BEGIN Study material

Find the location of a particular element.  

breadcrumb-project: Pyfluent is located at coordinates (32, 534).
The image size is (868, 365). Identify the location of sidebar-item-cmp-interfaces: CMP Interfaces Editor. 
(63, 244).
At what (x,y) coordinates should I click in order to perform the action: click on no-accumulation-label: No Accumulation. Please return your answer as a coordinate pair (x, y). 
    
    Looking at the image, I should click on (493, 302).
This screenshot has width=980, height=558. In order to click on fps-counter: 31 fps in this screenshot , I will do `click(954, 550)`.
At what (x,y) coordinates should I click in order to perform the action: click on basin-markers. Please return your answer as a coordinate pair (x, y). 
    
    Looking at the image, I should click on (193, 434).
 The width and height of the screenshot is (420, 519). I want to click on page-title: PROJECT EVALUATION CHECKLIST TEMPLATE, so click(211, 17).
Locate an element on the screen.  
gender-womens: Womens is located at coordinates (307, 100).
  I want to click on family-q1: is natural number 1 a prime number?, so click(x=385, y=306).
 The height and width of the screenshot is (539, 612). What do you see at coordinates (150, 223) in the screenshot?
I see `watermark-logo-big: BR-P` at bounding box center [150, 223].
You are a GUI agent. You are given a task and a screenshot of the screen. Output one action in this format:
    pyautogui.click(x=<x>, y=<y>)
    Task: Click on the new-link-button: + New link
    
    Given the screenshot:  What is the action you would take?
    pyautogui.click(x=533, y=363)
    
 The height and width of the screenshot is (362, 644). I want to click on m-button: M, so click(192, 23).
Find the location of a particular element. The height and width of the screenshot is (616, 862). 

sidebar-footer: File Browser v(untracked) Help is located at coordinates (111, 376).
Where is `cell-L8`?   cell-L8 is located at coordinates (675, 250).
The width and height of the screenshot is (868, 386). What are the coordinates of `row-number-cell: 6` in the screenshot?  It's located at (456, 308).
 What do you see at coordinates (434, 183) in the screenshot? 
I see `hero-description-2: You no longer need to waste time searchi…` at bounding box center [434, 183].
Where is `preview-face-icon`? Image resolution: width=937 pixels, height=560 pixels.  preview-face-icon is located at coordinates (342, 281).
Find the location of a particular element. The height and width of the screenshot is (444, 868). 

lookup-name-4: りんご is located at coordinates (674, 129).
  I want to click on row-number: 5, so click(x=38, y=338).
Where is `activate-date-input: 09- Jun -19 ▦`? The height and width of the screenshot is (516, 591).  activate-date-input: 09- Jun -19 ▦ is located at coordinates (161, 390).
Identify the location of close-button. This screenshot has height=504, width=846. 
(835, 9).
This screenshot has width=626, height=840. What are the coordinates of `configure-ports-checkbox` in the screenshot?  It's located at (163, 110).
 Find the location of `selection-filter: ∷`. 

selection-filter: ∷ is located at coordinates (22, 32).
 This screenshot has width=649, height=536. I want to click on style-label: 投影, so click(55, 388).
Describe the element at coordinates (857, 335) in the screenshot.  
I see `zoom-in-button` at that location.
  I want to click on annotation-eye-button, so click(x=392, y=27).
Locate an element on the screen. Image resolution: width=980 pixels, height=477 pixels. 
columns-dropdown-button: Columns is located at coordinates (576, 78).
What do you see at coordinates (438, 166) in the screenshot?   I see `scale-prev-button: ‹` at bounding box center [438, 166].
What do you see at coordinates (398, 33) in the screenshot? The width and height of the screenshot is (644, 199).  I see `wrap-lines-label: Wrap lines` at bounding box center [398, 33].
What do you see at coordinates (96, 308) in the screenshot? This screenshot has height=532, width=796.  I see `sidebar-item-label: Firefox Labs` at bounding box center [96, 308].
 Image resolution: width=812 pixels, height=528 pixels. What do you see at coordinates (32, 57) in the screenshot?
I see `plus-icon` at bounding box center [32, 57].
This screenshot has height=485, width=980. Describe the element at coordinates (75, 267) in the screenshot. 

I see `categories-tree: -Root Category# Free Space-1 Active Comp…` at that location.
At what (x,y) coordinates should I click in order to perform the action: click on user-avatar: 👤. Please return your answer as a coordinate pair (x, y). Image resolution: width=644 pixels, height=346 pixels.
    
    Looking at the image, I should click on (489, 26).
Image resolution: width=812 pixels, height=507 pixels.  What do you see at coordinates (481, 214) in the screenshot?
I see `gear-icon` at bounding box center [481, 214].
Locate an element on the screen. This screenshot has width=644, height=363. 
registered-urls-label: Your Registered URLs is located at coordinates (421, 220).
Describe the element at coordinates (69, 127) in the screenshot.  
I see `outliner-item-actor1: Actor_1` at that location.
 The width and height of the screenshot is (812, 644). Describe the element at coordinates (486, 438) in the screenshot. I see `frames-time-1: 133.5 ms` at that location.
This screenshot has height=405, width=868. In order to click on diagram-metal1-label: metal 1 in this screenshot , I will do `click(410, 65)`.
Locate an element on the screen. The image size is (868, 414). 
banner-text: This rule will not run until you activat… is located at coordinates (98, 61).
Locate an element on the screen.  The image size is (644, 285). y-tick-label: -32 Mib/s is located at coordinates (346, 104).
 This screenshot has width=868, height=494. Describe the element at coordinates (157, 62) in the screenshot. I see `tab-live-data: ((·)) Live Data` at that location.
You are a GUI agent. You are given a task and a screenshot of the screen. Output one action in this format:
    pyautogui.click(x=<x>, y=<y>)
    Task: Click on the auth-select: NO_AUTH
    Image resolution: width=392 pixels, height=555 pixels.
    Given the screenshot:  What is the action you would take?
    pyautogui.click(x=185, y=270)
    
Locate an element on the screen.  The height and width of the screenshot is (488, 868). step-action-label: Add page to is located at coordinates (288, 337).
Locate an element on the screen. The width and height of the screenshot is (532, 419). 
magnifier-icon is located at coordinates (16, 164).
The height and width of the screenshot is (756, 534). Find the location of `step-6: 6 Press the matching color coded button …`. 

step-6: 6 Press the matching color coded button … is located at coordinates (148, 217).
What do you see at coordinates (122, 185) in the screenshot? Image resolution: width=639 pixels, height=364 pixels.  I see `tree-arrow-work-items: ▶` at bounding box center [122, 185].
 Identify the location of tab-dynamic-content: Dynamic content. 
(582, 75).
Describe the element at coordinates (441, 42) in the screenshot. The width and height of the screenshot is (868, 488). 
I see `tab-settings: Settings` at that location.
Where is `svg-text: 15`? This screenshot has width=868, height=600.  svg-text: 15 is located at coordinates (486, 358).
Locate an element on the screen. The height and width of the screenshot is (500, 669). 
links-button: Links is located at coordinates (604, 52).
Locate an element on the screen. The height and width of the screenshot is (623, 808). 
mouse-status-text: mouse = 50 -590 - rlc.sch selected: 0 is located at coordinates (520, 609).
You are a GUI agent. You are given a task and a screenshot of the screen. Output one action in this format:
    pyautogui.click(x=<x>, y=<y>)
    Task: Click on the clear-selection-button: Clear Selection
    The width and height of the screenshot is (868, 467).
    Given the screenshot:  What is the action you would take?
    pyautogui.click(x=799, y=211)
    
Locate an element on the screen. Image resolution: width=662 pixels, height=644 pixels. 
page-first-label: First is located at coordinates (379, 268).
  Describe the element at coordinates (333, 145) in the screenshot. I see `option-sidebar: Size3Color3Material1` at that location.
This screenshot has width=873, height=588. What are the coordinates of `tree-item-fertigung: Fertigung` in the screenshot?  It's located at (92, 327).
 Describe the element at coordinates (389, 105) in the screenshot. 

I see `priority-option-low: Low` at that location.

END Study material

Your reply should be only the count of lines in the entries above that contain the word "cell".

2